By Toma Lynn Smith

Louisville’s weather is a schizophrenic phenomenon. “It’s not anything alarming, it’s just kind of amazing,” said Tim Dowling, University of Louisville Associate Professor of Physics and Astronomy.
“We’ve had Hurricane Ike, the winter storm and the windstorm last week,” said Dowling. “This is pretty remarkable to have a major metropolitan area like Louisville get hit by a storm that causes a major power outage, three times in a span of [a few] months.”
“It was naturally occurring climatological phenomenon that really impact the day to day events of our lives,” said Keith Mountain, Chair and Associate Professor, of Department of Geography and Geosciences at U of L. “It finally impacts people and we forget how vulnerable we are.”
Mountain said factors such as population density, how goods and services are delivered to stores, and how power is delivered to the community is what causes people to be alarmed by the weather.
“There are ways to identify what we call ranges or extremes of weather,” said Mountain. “We would certainly look at the unusual windstorm, maybe the high ice event we recently had.  “Those were extreme events.”
Altough Dowling believes the chaotic weather is over for now, even though the extremes experienced are a natural occurrence, it is not a new trend, “it’s basically a throw of the dice,” he said.
“The basic cause of that is that the equator’s hot and the poles are cold,” said Dowling. “This is a time of year, were it starts to switch over from kind of a stable winter pattern to the unstable spring pattern.

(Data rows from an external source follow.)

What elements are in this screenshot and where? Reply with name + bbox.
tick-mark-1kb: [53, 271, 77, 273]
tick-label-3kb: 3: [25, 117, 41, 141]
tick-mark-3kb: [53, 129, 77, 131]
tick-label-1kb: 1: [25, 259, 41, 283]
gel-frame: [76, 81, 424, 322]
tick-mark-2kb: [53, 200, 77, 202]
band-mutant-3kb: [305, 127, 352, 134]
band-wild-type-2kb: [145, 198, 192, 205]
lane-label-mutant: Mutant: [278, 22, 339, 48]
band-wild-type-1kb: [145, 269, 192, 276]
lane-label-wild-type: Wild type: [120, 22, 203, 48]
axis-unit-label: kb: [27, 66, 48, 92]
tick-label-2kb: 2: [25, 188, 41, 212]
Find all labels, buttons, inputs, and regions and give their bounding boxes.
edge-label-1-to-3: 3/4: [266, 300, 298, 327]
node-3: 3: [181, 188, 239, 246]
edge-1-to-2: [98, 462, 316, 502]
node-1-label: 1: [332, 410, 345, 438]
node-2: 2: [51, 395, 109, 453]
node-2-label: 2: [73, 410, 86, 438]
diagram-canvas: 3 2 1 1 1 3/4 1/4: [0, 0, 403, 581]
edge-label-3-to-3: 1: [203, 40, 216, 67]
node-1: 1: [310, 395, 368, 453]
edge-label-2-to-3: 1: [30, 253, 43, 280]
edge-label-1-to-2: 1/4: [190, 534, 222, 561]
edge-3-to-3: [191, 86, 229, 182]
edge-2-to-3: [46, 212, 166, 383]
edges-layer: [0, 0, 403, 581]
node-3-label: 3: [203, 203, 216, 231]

The heat starts to move from the equator to the pole at this time of the year. It’s a little early actually this year; it’s just the way it’s coming out.”
“It’s a natural occurrence to have these extremes, but luckily they don’t happen too often,” said Dowling. “The weather is really severe right now, but the climate is not changing that much.”
Dowling differentiated climate from weather by explaining that climate is the tracking of weather over a 30 year period, whereas weather is measured on a daily basis.
“The weather of and in itself is of interest. What’s greater interest is how human kind interacts with that weather,” said Mountain.
Advice given by both professors is simple; Dowling said to wear layers to campus.  “The buildings are horribly confused,” he said. 
If students enter a classroom that is warm they can take a layer off, if it is cold then leave it on. 
Mountain’s advice was to just be prepared.